Competitive performance with ES and GRPO in multiple settings, including:
Stable pretraining of integer‑only recurrent language models.
Reasoning‑focused fine‑tuning of LLMs against strong RL baselines.
There's also a nice theoretical bonus: they show that as model dimension grows, EGGROLL's low‑rank perturbations behave consistently with classical Gaussian ES , you're not secretly optimizing something completely different.
So what this means for you: EGGROLL makes ES not just mathematically interesting, but hardware‑friendly. It fits how GPUs like to work, which is crucial if this is ever going to be used widely in industry.
How is it different than RL.
RL (policy gradients for LLMs):
Learns how to act by adjusting the policy so its actions (tokens) get higher expected reward in an environment.
It treats the model as differentiable and uses gradients of expected reward to update weights.
ES (in this LLM setting):
Treats the whole model as a black box and directly searches in parameter space.
It perturbs the weights, checks which mutated models score better, and moves the base model in that direction.
So: RL mostly says "given this model, improve the way it chooses actions."
ES says "change the model itself until its overall behavior improves."

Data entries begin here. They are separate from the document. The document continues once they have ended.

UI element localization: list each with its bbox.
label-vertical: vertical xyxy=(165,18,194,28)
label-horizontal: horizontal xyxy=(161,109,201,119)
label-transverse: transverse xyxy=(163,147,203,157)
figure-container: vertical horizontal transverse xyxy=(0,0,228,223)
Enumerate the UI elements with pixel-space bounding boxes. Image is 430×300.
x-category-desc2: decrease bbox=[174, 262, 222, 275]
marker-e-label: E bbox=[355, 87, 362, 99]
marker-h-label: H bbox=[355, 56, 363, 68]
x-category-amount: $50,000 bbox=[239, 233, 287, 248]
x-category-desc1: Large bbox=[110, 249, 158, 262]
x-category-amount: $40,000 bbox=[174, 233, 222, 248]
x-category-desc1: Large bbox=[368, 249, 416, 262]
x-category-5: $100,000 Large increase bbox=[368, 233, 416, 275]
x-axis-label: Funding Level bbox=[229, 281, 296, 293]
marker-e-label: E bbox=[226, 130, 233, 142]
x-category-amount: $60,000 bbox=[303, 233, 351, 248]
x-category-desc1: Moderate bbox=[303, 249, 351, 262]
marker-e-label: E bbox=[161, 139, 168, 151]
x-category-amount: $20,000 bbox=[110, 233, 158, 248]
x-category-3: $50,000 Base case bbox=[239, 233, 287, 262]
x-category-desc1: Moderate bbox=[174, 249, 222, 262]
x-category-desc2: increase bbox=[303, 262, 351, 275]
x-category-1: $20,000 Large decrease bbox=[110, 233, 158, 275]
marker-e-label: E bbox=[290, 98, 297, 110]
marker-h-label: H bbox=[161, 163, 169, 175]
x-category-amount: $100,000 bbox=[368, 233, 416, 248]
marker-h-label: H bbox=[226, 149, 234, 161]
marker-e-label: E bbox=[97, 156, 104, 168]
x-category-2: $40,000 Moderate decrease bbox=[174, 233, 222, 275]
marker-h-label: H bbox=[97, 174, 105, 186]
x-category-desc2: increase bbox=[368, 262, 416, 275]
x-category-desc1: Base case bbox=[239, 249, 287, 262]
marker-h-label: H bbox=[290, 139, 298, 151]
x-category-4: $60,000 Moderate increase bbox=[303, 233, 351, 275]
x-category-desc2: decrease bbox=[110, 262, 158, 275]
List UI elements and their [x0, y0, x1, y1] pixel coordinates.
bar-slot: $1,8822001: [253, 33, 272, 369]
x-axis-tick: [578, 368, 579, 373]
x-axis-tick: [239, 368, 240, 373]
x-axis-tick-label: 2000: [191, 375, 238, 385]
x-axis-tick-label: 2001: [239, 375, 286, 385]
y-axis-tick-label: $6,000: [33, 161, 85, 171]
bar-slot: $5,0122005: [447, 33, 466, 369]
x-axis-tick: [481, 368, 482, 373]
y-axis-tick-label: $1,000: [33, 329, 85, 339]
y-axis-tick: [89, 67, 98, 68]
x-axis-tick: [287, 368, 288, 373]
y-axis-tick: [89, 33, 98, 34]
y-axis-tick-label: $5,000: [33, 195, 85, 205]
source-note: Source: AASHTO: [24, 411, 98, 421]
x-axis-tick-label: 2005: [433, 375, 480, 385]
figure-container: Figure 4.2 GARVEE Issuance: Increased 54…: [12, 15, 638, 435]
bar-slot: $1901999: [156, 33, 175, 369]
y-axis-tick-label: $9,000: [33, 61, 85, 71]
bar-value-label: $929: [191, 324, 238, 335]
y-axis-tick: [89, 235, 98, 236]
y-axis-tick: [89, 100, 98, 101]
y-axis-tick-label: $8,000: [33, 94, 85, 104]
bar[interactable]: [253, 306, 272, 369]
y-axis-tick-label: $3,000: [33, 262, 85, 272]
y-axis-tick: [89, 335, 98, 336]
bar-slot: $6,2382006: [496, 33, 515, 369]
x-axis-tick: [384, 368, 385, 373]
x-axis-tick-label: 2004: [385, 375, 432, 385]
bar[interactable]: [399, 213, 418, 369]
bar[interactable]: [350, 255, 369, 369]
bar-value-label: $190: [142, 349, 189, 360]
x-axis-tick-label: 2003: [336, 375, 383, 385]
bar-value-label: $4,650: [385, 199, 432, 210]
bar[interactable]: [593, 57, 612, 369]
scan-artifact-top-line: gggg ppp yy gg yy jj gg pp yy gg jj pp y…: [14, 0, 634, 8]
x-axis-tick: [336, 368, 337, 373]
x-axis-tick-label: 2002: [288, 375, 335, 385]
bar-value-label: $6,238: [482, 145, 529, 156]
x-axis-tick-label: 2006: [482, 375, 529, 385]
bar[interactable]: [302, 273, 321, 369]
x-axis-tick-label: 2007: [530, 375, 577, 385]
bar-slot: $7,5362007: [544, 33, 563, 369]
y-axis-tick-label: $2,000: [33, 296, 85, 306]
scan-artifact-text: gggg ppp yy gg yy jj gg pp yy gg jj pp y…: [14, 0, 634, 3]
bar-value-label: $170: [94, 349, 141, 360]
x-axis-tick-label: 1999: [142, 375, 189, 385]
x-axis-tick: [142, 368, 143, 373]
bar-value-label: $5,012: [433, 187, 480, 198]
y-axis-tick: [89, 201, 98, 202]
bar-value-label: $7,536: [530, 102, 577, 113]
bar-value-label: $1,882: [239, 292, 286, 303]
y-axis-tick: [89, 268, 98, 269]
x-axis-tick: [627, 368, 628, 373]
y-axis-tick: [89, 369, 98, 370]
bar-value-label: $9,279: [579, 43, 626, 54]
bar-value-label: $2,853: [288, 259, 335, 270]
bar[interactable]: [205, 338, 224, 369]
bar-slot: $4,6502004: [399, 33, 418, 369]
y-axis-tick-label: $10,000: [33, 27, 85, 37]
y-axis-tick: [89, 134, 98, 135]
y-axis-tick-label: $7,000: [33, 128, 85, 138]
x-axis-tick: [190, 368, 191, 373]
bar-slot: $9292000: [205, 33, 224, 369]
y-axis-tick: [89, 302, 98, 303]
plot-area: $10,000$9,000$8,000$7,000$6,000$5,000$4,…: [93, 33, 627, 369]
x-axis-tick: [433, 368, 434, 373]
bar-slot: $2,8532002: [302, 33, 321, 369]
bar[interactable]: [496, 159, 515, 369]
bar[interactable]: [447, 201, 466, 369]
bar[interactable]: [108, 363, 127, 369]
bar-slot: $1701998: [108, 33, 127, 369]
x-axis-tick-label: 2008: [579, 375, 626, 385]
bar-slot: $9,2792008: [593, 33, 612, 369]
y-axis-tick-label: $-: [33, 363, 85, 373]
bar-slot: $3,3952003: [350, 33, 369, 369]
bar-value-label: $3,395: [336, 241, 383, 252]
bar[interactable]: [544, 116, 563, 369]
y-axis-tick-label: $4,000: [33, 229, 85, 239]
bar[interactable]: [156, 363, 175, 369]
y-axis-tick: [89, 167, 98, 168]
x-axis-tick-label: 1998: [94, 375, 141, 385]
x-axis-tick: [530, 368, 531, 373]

- How learning happens RL: Usually one agent/policy. Interacts step‑by‑step with the environment, gets rewards along the trajectory. Uses gradients (or approximations) to update based on which actions in which states led to good or bad outcomes.
ES:
Many parallel "agents" (perturbed copies of the model) per update.
Each gets a single scalar score (fitness) after running.

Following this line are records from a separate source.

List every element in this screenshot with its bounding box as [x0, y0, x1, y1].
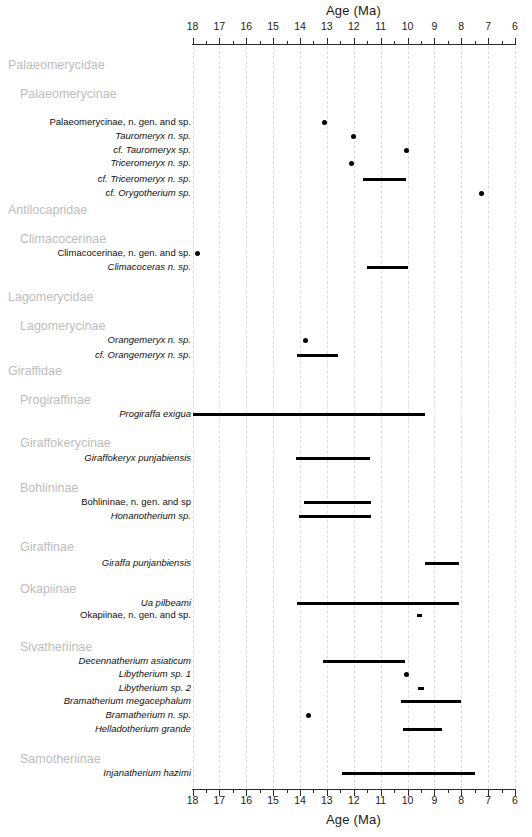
- group-label-okapiinae: Okapiinae: [20, 582, 76, 596]
- group-label-giraffidae: Giraffidae: [8, 364, 62, 378]
- group-label-lagomerycinae: Lagomerycinae: [20, 319, 105, 333]
- occurrence-point: [349, 161, 354, 166]
- axis-tick-6: [515, 38, 516, 45]
- taxon-row: Injanatherium hazimi: [0, 766, 532, 780]
- taxon-label: Triceromeryx n. sp.: [110, 156, 191, 170]
- group-row: Lagomerycinae: [0, 319, 532, 333]
- group-row: Climacocerinae: [0, 232, 532, 246]
- axis-tick-label-18: 18: [187, 20, 199, 32]
- group-row: Bohlininae: [0, 481, 532, 495]
- taxon-row: cf. Tauromeryx sp.: [0, 143, 532, 157]
- taxon-row: Honanotherium sp.: [0, 509, 532, 523]
- axis-line-top: [192, 44, 515, 45]
- axis-tick-label-12: 12: [348, 20, 360, 32]
- group-label-progiraffinae: Progiraffinae: [20, 393, 91, 407]
- taxon-label: Honanotherium sp.: [111, 509, 191, 523]
- occurrence-point: [404, 148, 409, 153]
- taxon-label: Tauromeryx n. sp.: [115, 129, 191, 143]
- group-label-climacocerinae: Climacocerinae: [20, 232, 106, 246]
- range-bar: [418, 687, 423, 690]
- range-bar: [425, 562, 459, 565]
- range-bar: [299, 515, 372, 518]
- axis-tick-label-10: 10: [402, 20, 414, 32]
- taxon-label: Bramatherium n. sp.: [105, 708, 191, 722]
- group-row: Giraffokerycinae: [0, 436, 532, 450]
- group-row: Lagomerycidae: [0, 290, 532, 304]
- range-chart-figure: Age (Ma) 1817161514131211109876 Palaeome…: [0, 0, 532, 837]
- axis-tick-label-6: 6: [512, 20, 518, 32]
- taxon-label: Libytherium sp. 1: [119, 667, 191, 681]
- range-bar: [403, 728, 442, 731]
- axis-title-top: Age (Ma): [192, 3, 515, 18]
- range-bar: [297, 602, 458, 605]
- taxon-row: Orangemeryx n. sp.: [0, 333, 532, 347]
- taxon-label: Decennatherium asiaticum: [79, 654, 191, 668]
- axis-line-bottom: [192, 789, 515, 790]
- taxon-row: cf. Orygotherium sp.: [0, 186, 532, 200]
- taxon-row: Helladotherium grande: [0, 722, 532, 736]
- taxon-label: Palaeomerycinae, n. gen. and sp.: [49, 115, 191, 129]
- taxon-row: Libytherium sp. 2: [0, 681, 532, 695]
- axis-tick-15: [273, 789, 274, 796]
- group-row: Okapiinae: [0, 582, 532, 596]
- range-bar: [304, 501, 371, 504]
- taxon-label: Helladotherium grande: [95, 722, 191, 736]
- taxon-label: cf. Orangemeryx n. sp.: [95, 348, 191, 362]
- taxon-label: Giraffa punjanbiensis: [102, 556, 191, 570]
- range-bar: [296, 457, 370, 460]
- axis-tick-11: [381, 789, 382, 796]
- taxon-row: Triceromeryx n. sp.: [0, 156, 532, 170]
- axis-tick-label-16: 16: [240, 20, 252, 32]
- axis-tick-label-14: 14: [294, 20, 306, 32]
- occurrence-point: [322, 120, 327, 125]
- range-bar: [417, 614, 422, 617]
- taxon-row: cf. Triceromeryx n. sp.: [0, 172, 532, 186]
- taxon-label: Bramatherium megacephalum: [64, 694, 191, 708]
- range-bar: [363, 178, 406, 181]
- taxon-row: Bramatherium megacephalum: [0, 694, 532, 708]
- taxon-row: Bohlininae, n. gen. and sp: [0, 495, 532, 509]
- occurrence-point: [195, 251, 200, 256]
- taxon-label: cf. Triceromeryx n. sp.: [98, 172, 191, 186]
- group-label-samotheriinae: Samotheriinae: [20, 752, 101, 766]
- range-bar: [367, 266, 407, 269]
- axis-tick-16: [246, 789, 247, 796]
- taxon-label: cf. Orygotherium sp.: [105, 186, 191, 200]
- group-row: Progiraffinae: [0, 393, 532, 407]
- taxon-row: Palaeomerycinae, n. gen. and sp.: [0, 115, 532, 129]
- axis-tick-10: [408, 789, 409, 796]
- group-label-palaeomerycidae: Palaeomerycidae: [8, 58, 105, 72]
- axis-title-bottom: Age (Ma): [192, 812, 515, 827]
- group-label-lagomerycidae: Lagomerycidae: [8, 290, 93, 304]
- group-label-giraffokerycinae: Giraffokerycinae: [20, 436, 111, 450]
- axis-tick-8: [461, 789, 462, 796]
- occurrence-point: [479, 191, 484, 196]
- group-row: Palaeomerycinae: [0, 87, 532, 101]
- taxon-label: Orangemeryx n. sp.: [108, 333, 191, 347]
- range-bar: [323, 660, 405, 663]
- taxon-row: Okapiinae, n. gen. and sp.: [0, 608, 532, 622]
- axis-tick-18: [193, 789, 194, 796]
- group-row: Antilocapridae: [0, 203, 532, 217]
- taxon-row: Libytherium sp. 1: [0, 667, 532, 681]
- taxon-label: Okapiinae, n. gen. and sp.: [80, 608, 191, 622]
- axis-tick-label-8: 8: [458, 20, 464, 32]
- taxon-row: Tauromeryx n. sp.: [0, 129, 532, 143]
- taxon-label: Libytherium sp. 2: [119, 681, 191, 695]
- taxon-row: Climacoceras n. sp.: [0, 260, 532, 274]
- axis-tick-label-13: 13: [321, 20, 333, 32]
- group-label-palaeomerycinae: Palaeomerycinae: [20, 87, 117, 101]
- taxon-label: cf. Tauromeryx sp.: [113, 143, 191, 157]
- group-row: Giraffinae: [0, 540, 532, 554]
- axis-tick-label-9: 9: [431, 20, 437, 32]
- taxon-row: Progiraffa exigua: [0, 407, 532, 421]
- axis-tick-17: [219, 789, 220, 796]
- range-bar: [342, 772, 475, 775]
- taxon-label: Giraffokeryx punjabiensis: [84, 451, 191, 465]
- taxon-row: Giraffokeryx punjabiensis: [0, 451, 532, 465]
- taxon-row: cf. Orangemeryx n. sp.: [0, 348, 532, 362]
- group-label-sivatheriinae: Sivatheriinae: [20, 640, 92, 654]
- taxon-label: Climacocerinae, n. gen. and sp.: [57, 246, 191, 260]
- axis-tick-14: [300, 789, 301, 796]
- taxon-row: Giraffa punjanbiensis: [0, 556, 532, 570]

ES keeps only the information about better directions in weight space; poor variants are mostly discarded.
So: RL learns from detailed trial‑and‑error along a path; ES learns from comparing whole variants and keeping only the winners.
- Gradients vs black‑box search RL (policy gradient, actor‑critic, etc.): Needs a differentiable path from parameters → actions → rewards, or at least an estimator of that gradient. ES: Needs only: "for these slightly changed weights, the total score was X." No requirement to backprop through time, tokens, or a reward model.

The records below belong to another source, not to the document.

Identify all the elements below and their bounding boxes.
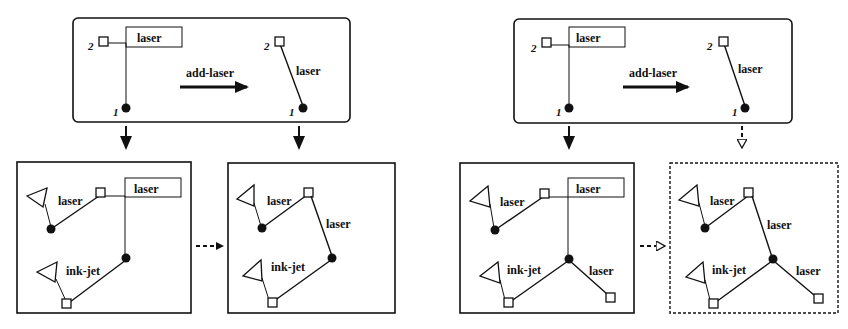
- edge-label: laser: [576, 31, 601, 45]
- node-dot-1: [122, 104, 131, 113]
- edge-label: laser: [326, 217, 351, 231]
- node-dot-1: [741, 104, 750, 113]
- node-number-1: 1: [732, 106, 738, 118]
- edge-label: laser: [767, 218, 792, 232]
- edge-label: laser: [738, 62, 763, 76]
- node-number-1: 1: [556, 106, 562, 118]
- rule-rhs: 2 laser 1: [263, 37, 321, 118]
- rule-lhs: laser 2 1: [530, 27, 625, 118]
- node-dot: [122, 254, 131, 263]
- host-graph-2: laser laser ink-jet: [228, 163, 395, 313]
- node-dot: [701, 224, 710, 233]
- node-square: [268, 298, 277, 307]
- host-graph-3: laser laser ink-jet laser: [460, 163, 634, 313]
- edge-label: laser: [137, 31, 162, 45]
- rule-lhs: laser 2 1: [87, 27, 182, 118]
- node-dot: [258, 224, 267, 233]
- host-graph-4: laser laser ink-jet laser: [670, 163, 838, 313]
- graph-frame: [17, 162, 191, 313]
- node-square: [744, 188, 753, 197]
- node-number-2: 2: [530, 42, 537, 54]
- edge-label: ink-jet: [712, 263, 746, 277]
- node-number-1: 1: [289, 106, 295, 118]
- rule-name: add-laser: [186, 66, 235, 80]
- graph-frame-dashed: [670, 163, 838, 313]
- node-dot-1: [565, 104, 574, 113]
- edge-label: ink-jet: [507, 263, 541, 277]
- graph-frame: [460, 163, 634, 313]
- node-number-2: 2: [263, 40, 270, 52]
- edge-label: ink-jet: [66, 264, 100, 278]
- triangle-node: [37, 262, 57, 282]
- node-square: [304, 188, 313, 197]
- host-graph-1: laser laser ink-jet: [17, 162, 191, 313]
- edge-label: laser: [576, 182, 601, 196]
- edge-label: laser: [710, 194, 735, 208]
- node-square: [62, 299, 71, 308]
- rule-name: add-laser: [629, 66, 678, 80]
- node-square-2: [719, 37, 728, 46]
- node-number-1: 1: [113, 106, 119, 118]
- node-square-2: [99, 37, 108, 46]
- diagram-canvas: laser 2 1 add-laser 2 laser 1 las: [0, 0, 848, 329]
- node-dot-1: [299, 104, 308, 113]
- triangle-node: [686, 262, 705, 283]
- triangle-node: [679, 185, 699, 206]
- node-square: [814, 294, 823, 303]
- triangle-node: [480, 262, 500, 283]
- node-square: [504, 298, 513, 307]
- node-square-2: [542, 38, 551, 47]
- edge-label: laser: [58, 194, 83, 208]
- edge-label: laser: [500, 195, 525, 209]
- triangle-node: [243, 260, 262, 281]
- node-number-2: 2: [87, 40, 94, 52]
- triangle-node: [237, 185, 254, 206]
- node-square: [540, 189, 549, 198]
- node-square-2: [275, 37, 284, 46]
- node-square: [606, 293, 615, 302]
- rule-panel-right: laser 2 1 add-laser 2 laser 1: [514, 19, 792, 123]
- edge-label: laser: [134, 182, 159, 196]
- rule-rhs: 2 laser 1: [706, 37, 763, 118]
- edge-label: laser: [589, 264, 614, 278]
- node-square: [96, 188, 105, 197]
- rule-panel-left: laser 2 1 add-laser 2 laser 1: [73, 18, 350, 122]
- node-square: [709, 299, 718, 308]
- node-dot: [47, 225, 56, 234]
- node-number-2: 2: [706, 40, 713, 52]
- triangle-node: [27, 188, 47, 207]
- edge-label: laser: [796, 264, 821, 278]
- edge-label: laser: [296, 64, 321, 78]
- edge-label: ink-jet: [271, 260, 305, 274]
- edge-label: laser: [267, 194, 292, 208]
- triangle-node: [470, 186, 490, 207]
- node-dot: [491, 226, 500, 235]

This is why ES is attractive for LLM post‑training: you can optimize behavior even when credit assignment across long sequences is messy, as long as you can define a scalar reward for each run.
- When each tends to work better RL tends to shine when: You have a strong, dense learning signal and differentiable structure. You care about squeezing out every bit of performance. You can afford the complexity of gradients, advantage estimates, value functions, etc. ES tends to shine when: The reward is sparse, delayed, or messy. You only have black‑box access to the model or environment. You want massive parallelism with simple updates and good robustness to noise.
In the specific LLM fine‑tuning papers you asked about, ES is being explored as an alternative to RL‑style methods (like PPO/GRPO) for the "post‑training" phase - same overall goal (make the model's behavior better given a reward signal), but with a different optimization philosophy.
Why any of this matters to you (and the future of LLMs)
Putting the three pieces together:
OpenAI's 2017 work showed ES can scale to deep neural networks, at least for RL in games and control.
Evolution Strategies at Scale showed ES can fine‑tune billion‑parameter LLMs and compete with mainstream RL methods on real tasks.
EGGROLL showed how to make ES efficient enough on GPUs to be practical at "hyperscale."
If this line of work keeps progressing, it could mean:
New ways to fine‑tune and align models without needing backprop access to the base model (think: black‑box optimization as a service).
More robust training on tasks with messy, delayed, or sparse rewards, where traditional RL struggles.
Cheaper, more parallelizable post‑training pipelines that better match real GPU/TPU
And from a bigger‑picture point of view, it's just cool that an old idea, "evolve better models instead of just following gradients", is getting a serious second life in the LLM era.
So what this means for you: the future of "how we improve AI" might not be only about better gradients; it might also involve smarter evolution.